Cripes, better not tell Hastie about them.

Better not tell News Corp, either — The Daily Telegraph warned us two years ago that “Daily Telegraph analysis [sic] shows 70pc of wind and solar projects in NSW foreign-owned”, and sought out Barnaby Joyce to lie that sheep can’t graze under solar panels. Again, not a word about foreign-owned companies selling coal-fired power. 2GB’s right-wing buffoon Ben Fordham read the story, or at least one of his producers read him the story aloud, so he raged about how “75% of wind and solar farms are FOREIGN owned” as well. One wonders how they’ll react when they find out sunshine doesn’t originate in Australia either.

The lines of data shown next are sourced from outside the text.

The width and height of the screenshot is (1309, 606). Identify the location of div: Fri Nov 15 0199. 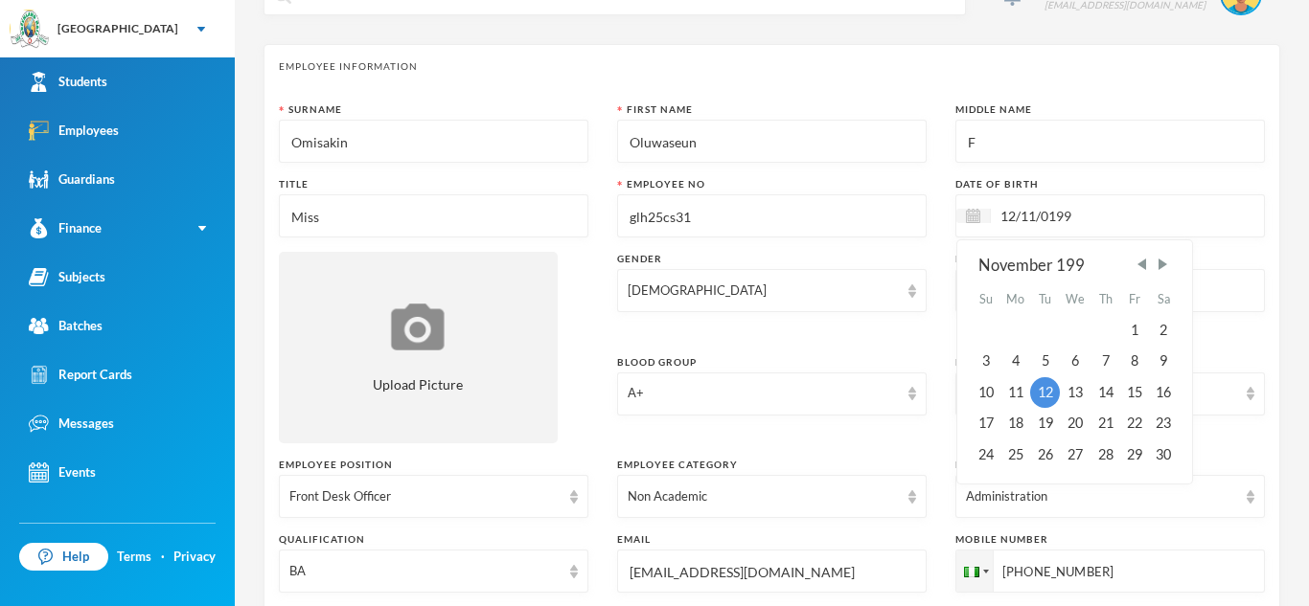
(1134, 393).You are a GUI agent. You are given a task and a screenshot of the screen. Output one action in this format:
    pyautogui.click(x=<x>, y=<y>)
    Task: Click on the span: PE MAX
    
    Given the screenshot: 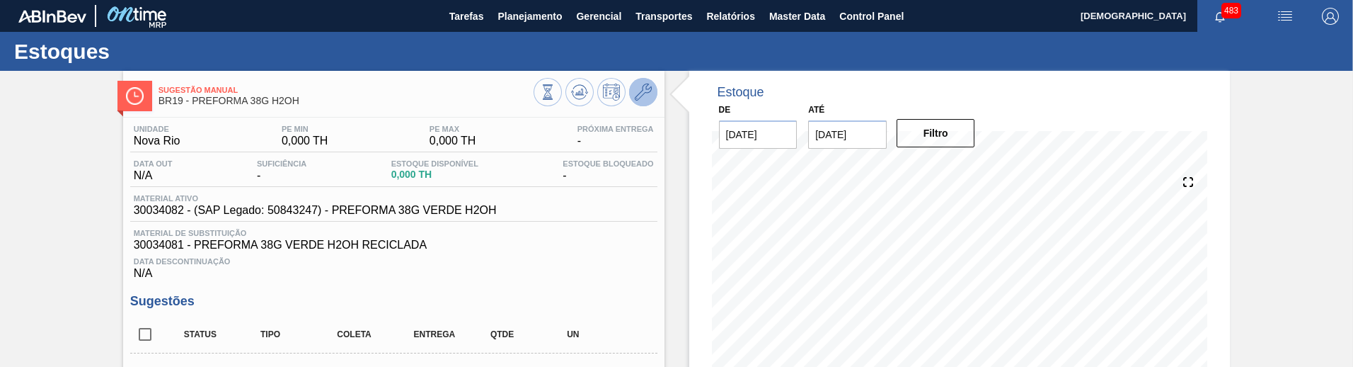 What is the action you would take?
    pyautogui.click(x=453, y=129)
     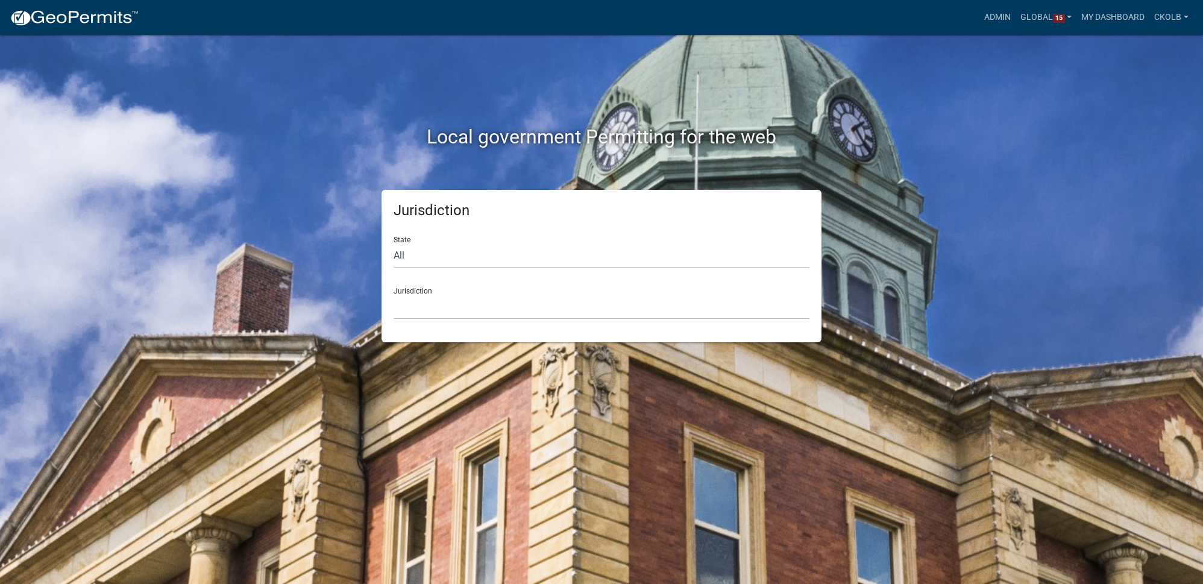 What do you see at coordinates (1113, 17) in the screenshot?
I see `a: My Dashboard` at bounding box center [1113, 17].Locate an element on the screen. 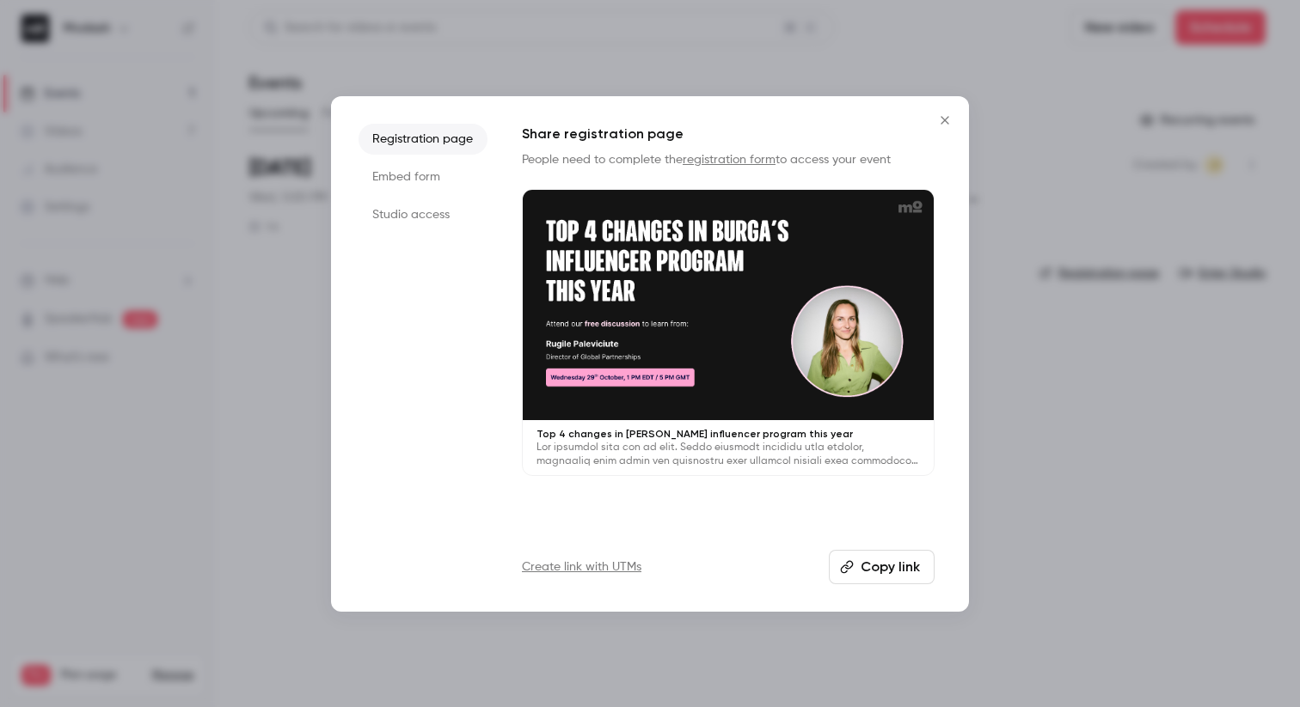 This screenshot has height=707, width=1300. li: Studio access is located at coordinates (423, 215). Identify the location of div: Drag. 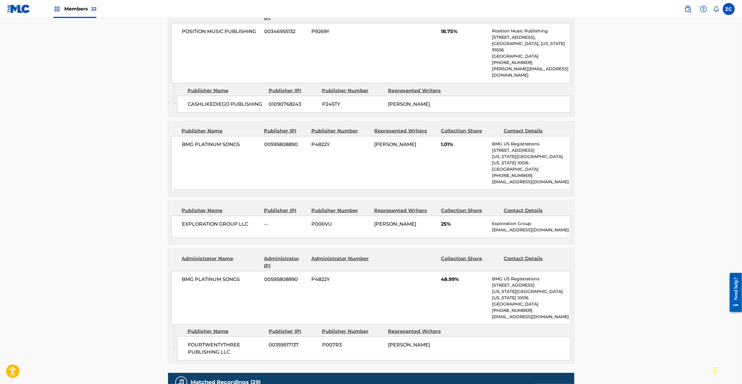
(716, 370).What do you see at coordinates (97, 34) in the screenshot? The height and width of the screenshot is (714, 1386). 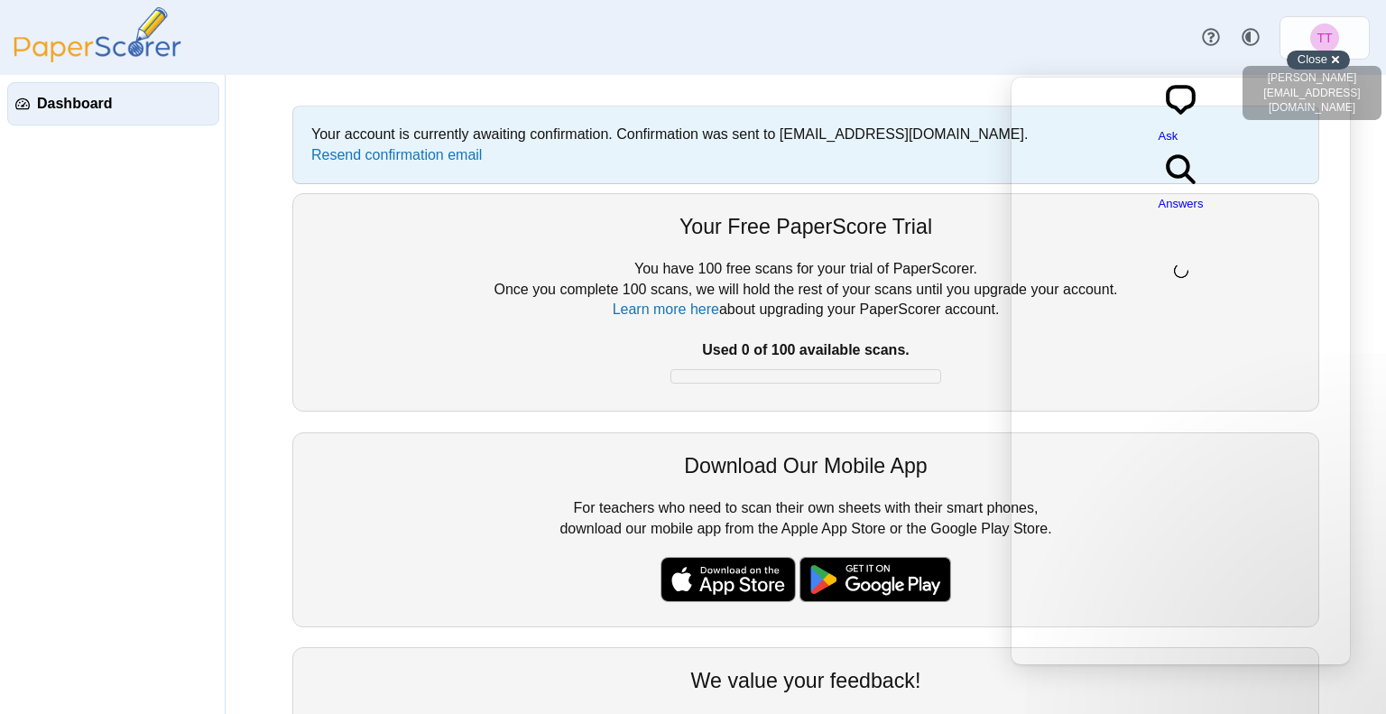 I see `img: PaperScorer` at bounding box center [97, 34].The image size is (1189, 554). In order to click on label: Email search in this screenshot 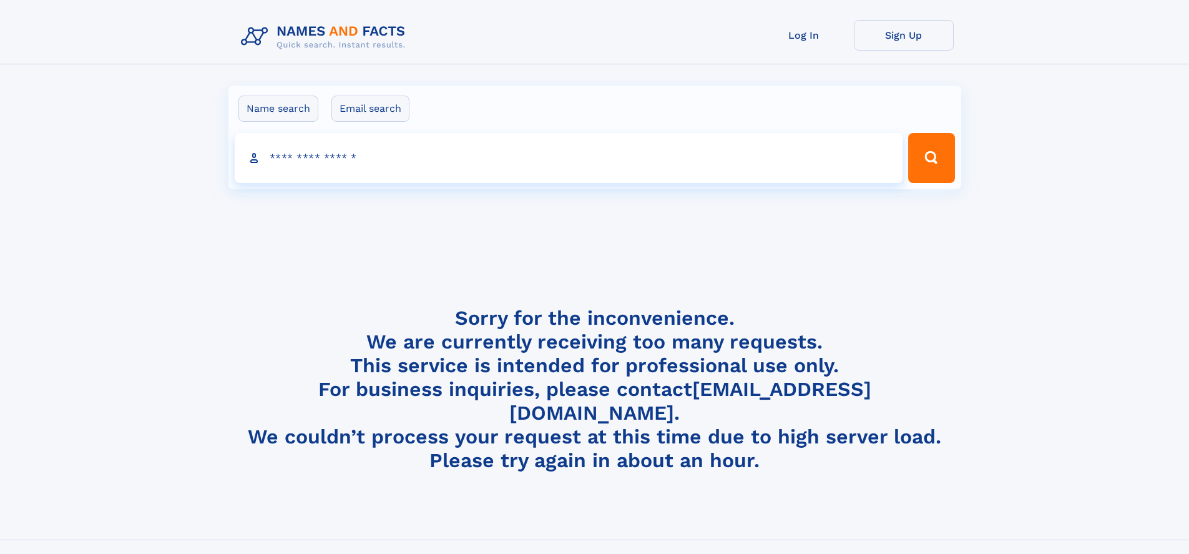, I will do `click(370, 109)`. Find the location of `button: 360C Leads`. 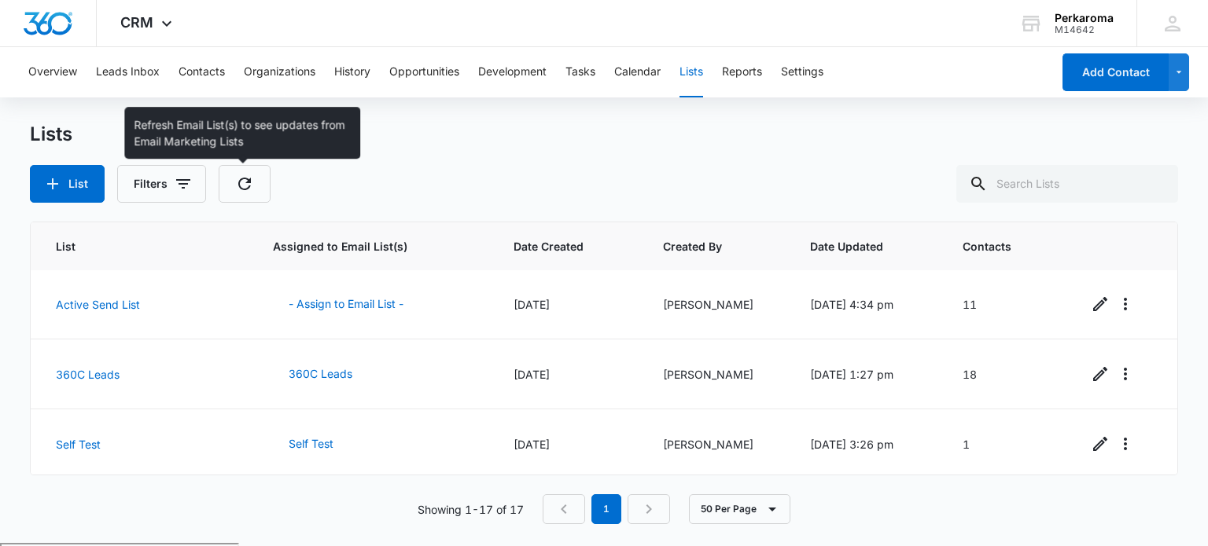

button: 360C Leads is located at coordinates (320, 374).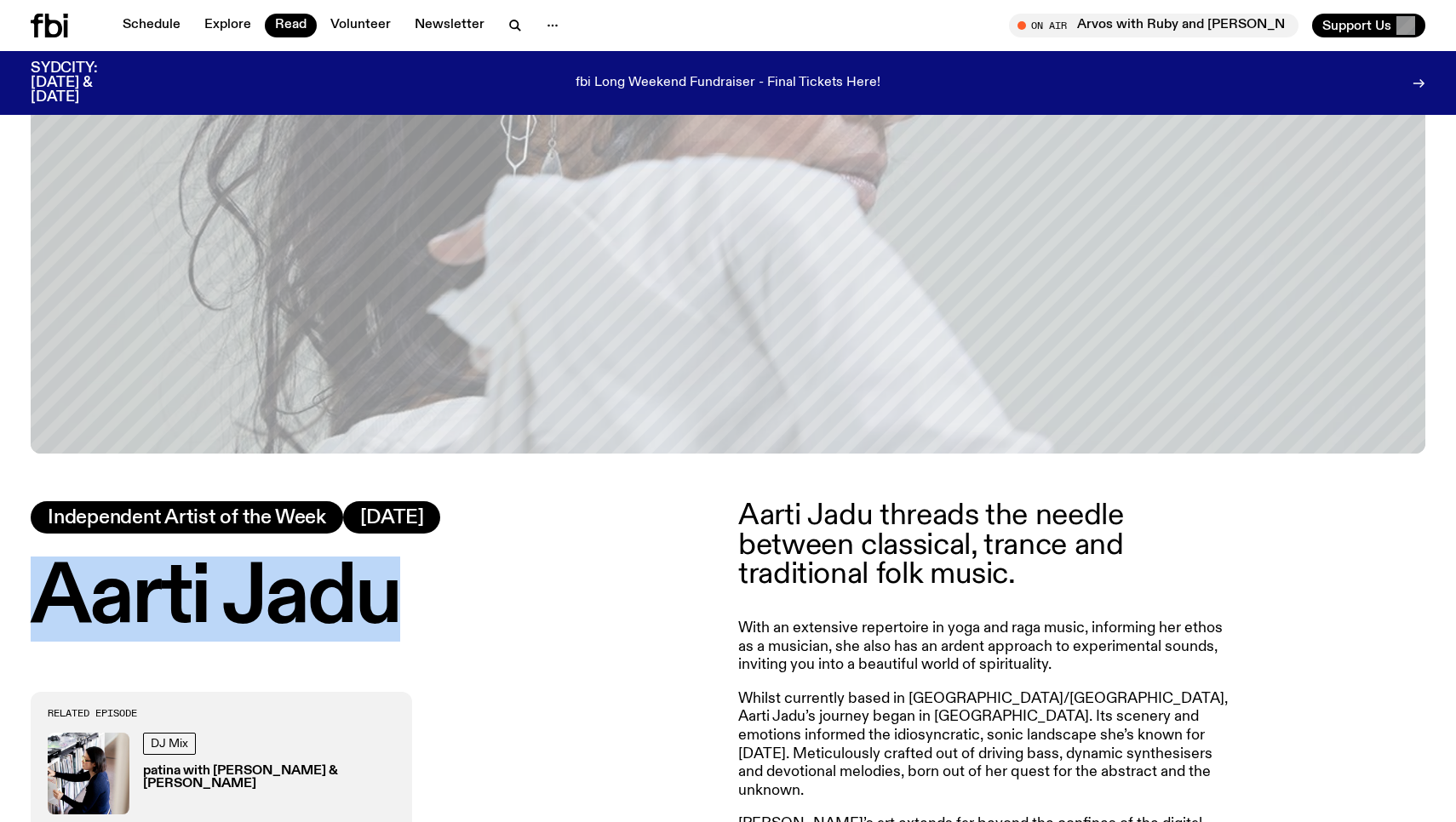 This screenshot has height=822, width=1456. I want to click on h1: Aarti Jadu, so click(374, 599). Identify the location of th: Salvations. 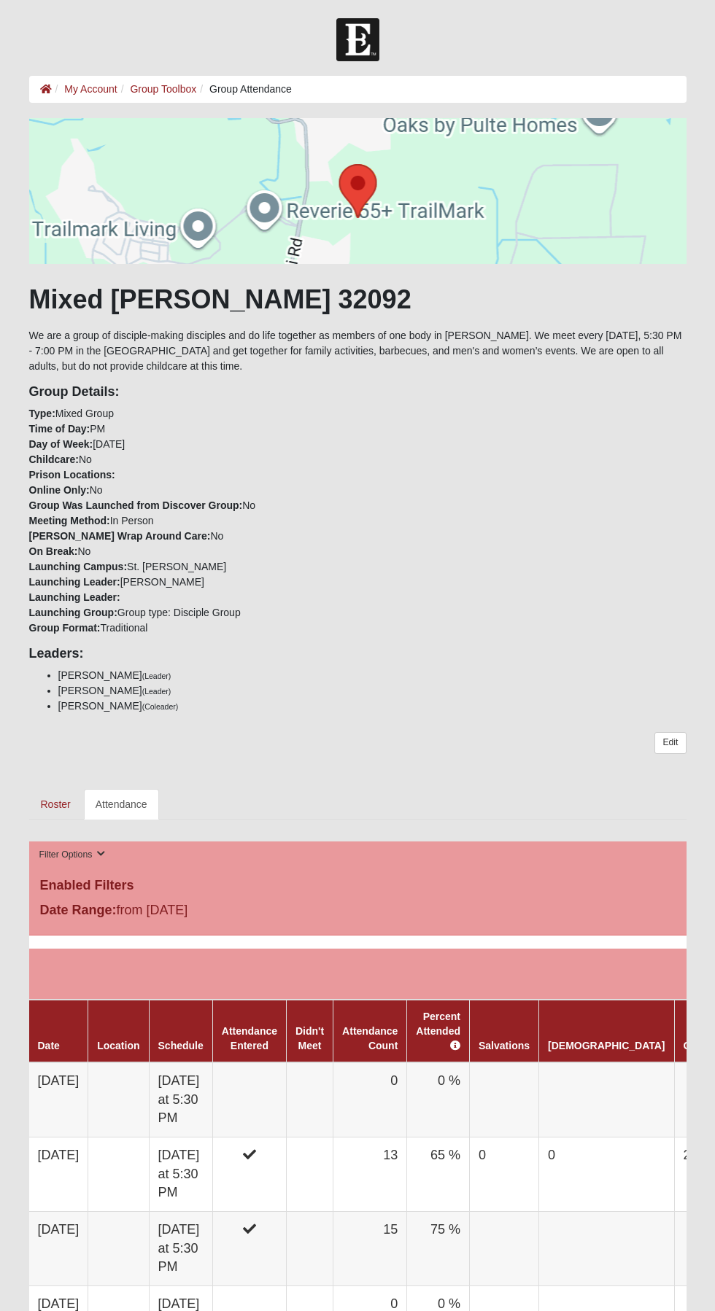
(504, 1031).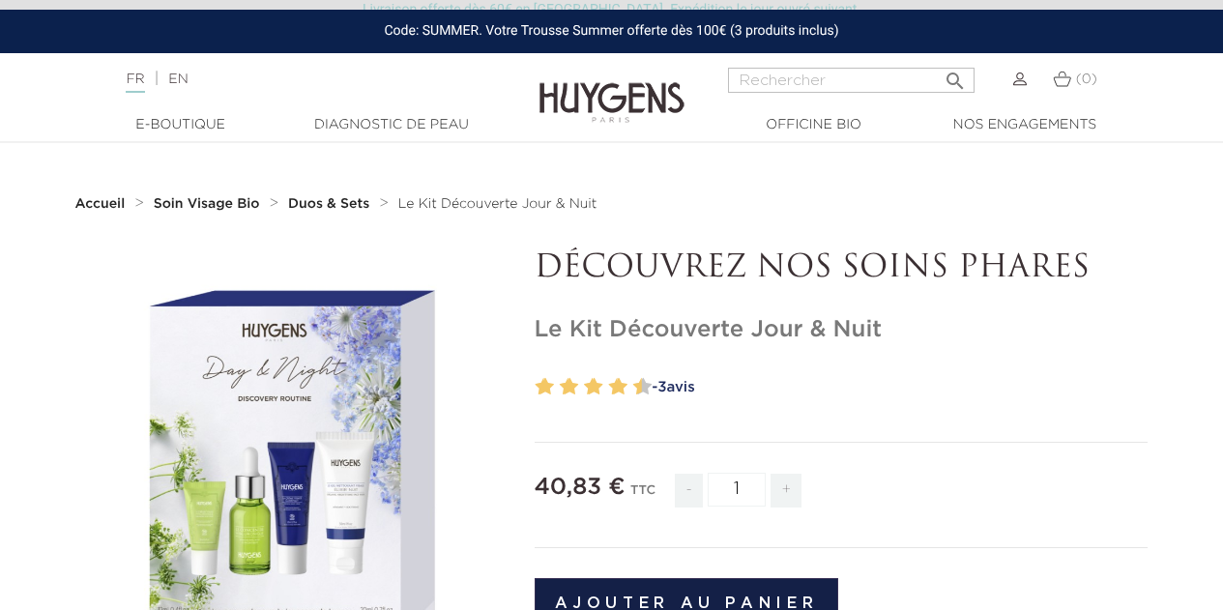  What do you see at coordinates (535, 387) in the screenshot?
I see `label: 1` at bounding box center [535, 387].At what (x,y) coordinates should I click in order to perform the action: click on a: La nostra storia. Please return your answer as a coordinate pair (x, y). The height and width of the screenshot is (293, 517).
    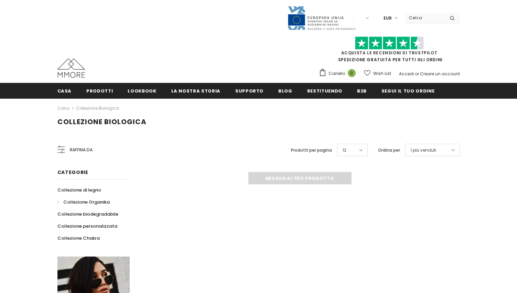
    Looking at the image, I should click on (196, 91).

Nor should we forget that under Peter Dutton’s nuclear energy plans — the one still backed by the Nationals — foreign companies would have been given hundreds of billions in subsidies to build nuclear power plants here, using foreign-built components and foreign labour, given we have no local nuclear power construction experience. Even the regulators would have had to be imported. The only thing produced in Australia would have been the nuclear waste.

We can mock the stupidities and inconsistencies of climate denialists, yes, but as Abbott demonstrated, if you just don’t give a damn about the truth, you can convince a substantial proportion of the electorate at least long enough to get you into power. So who knows, a xenophobic climate denialist conspiracy theory might yet do the trick.